Fucking Carrie Brownstein! She’s smart, cute, a riot grrl, in a super awesome band that everyone loves, even critics; she has a super funny, edgy TV show, and now she’s publishing a memoir. Hunger Makes Me a Modern Girl (Riverhead Books) is due out October 27th, just two days before my forty-sixth birthday. My memoir, The Spitboy Rule: Tales of a Xicana in a Female Punk Band (PM Press) isn’t due out until Spring 2016. Just what, I ask, will Brownstein’s memoir be about? What has she done?

There should be some kind of law that you can’t write a memoir until you’re forty-five, until you’ve lived at least half your life like I have. I was already forty-five when I got word my memoir would be published.

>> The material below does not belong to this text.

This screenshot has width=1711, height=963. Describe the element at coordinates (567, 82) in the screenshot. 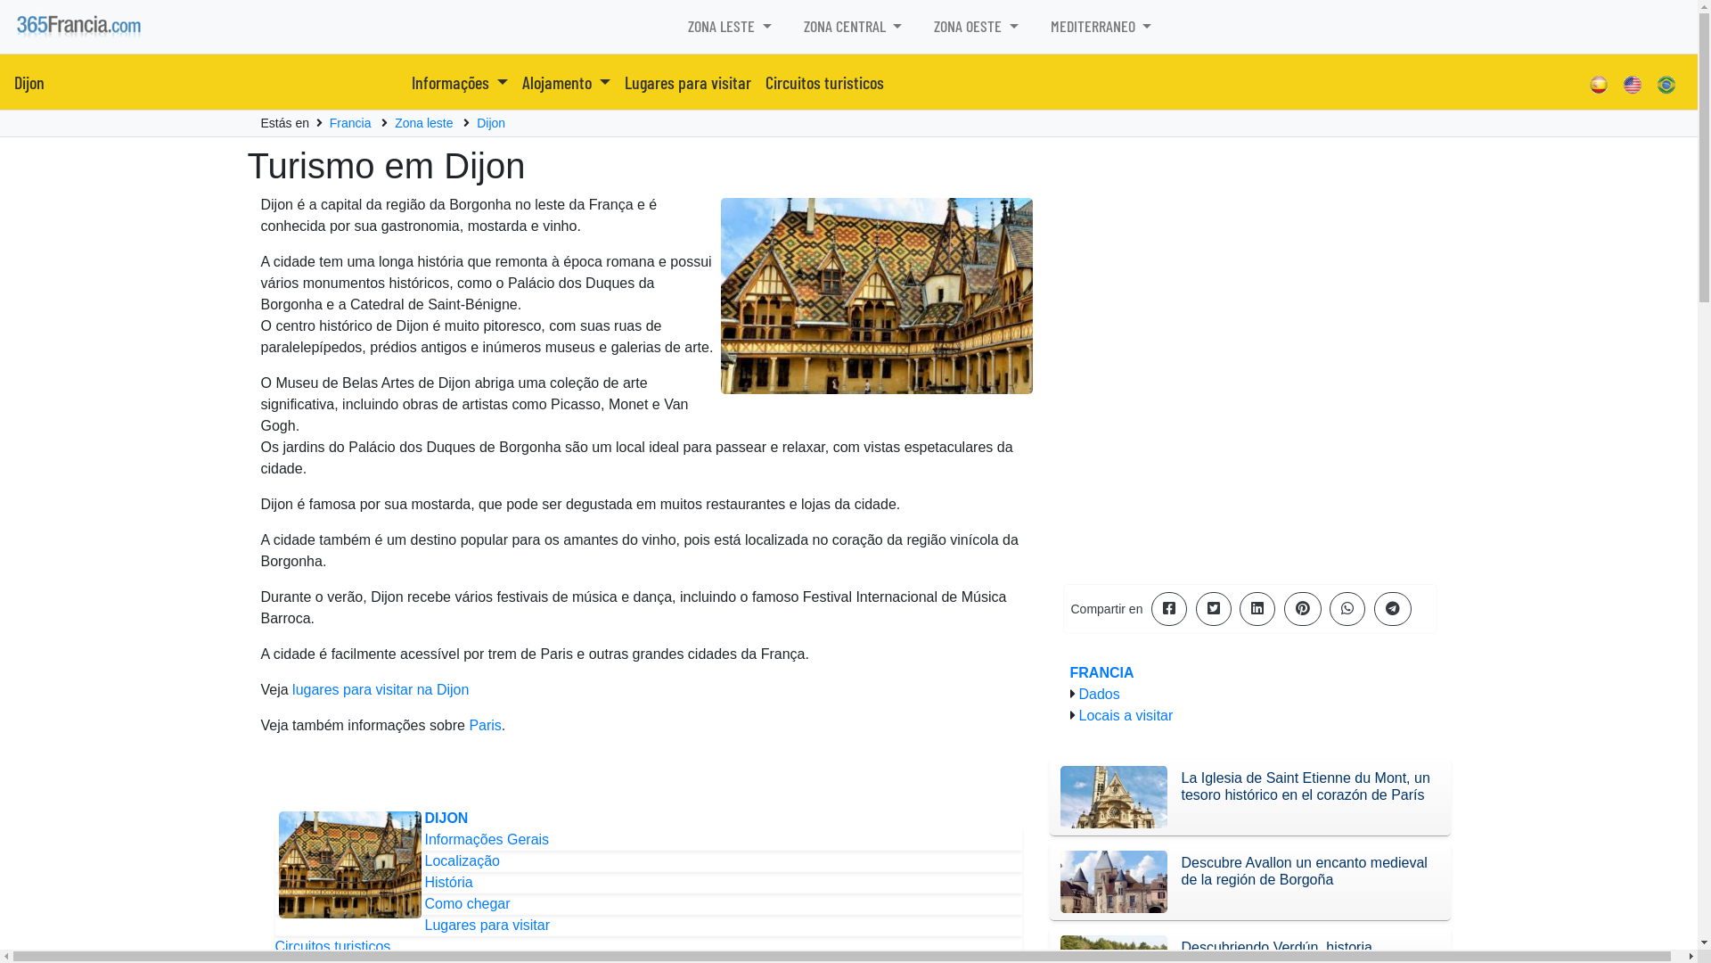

When I got the news from PM Press, I didn’t run straight to my family to tell them the good news, hug them, or cry. No, I thought this instead: Okay, now, I just have to not die before it’s in print.

So imagine my shock last night, squinting at a Riverhead Books Instagram post on my phone announcing Brownstein’s book, my dismay at always having to be in the shadow of those sexpot riot grrls.

I should have known this would happen when I read her blurb on the back of Kim Gordon’s book A Girl in a Band, which credits her as —Carrie Brownstein, writer, actor, musician. I know she writes. However, to declare her a writer in that way, on that book is a bit like product placement.

Alice Bag, the most famous and legendary Chicana punk, Viv Albertine, of the Slits, and Kim Gordon, Sonic Youth, all did the decent thing and waited until they were in their fifties to publish their memoirs. The four of us will have to think very carefully about whether we’ll let the youthful, fancy pants Brownstein into our edgy female writer/musician’s club.

There is consolation in the fact that while Brownstein’s book will be published before mine, people will read my book too, because Alice Bag, Viv Albertine, Kim Gordon, and now, Carrie Brownstein have laid the groundwork, and because everyone wants to be a rock star, even if it’s only as long as it takes to read three hundred pages. It just isn’t fair always having to live in the shadow of those damn riot grrrls, who are and always have been younger and more pop-culture than I am.

In conclusion, I must ask the obvious question. Who are they going to let write a memoir next? It seems that there should be some sort of cap, some sort of quota. We can’t just let any literate woman who can play an instrument write a memoir. What would people think? What kind of message would that send? Americans might actually start to really believe at younger and younger ages that women can and should be heard, that women should have a voice, be musicians, writers, artists, great thinkers and creators worthy of solid place in history.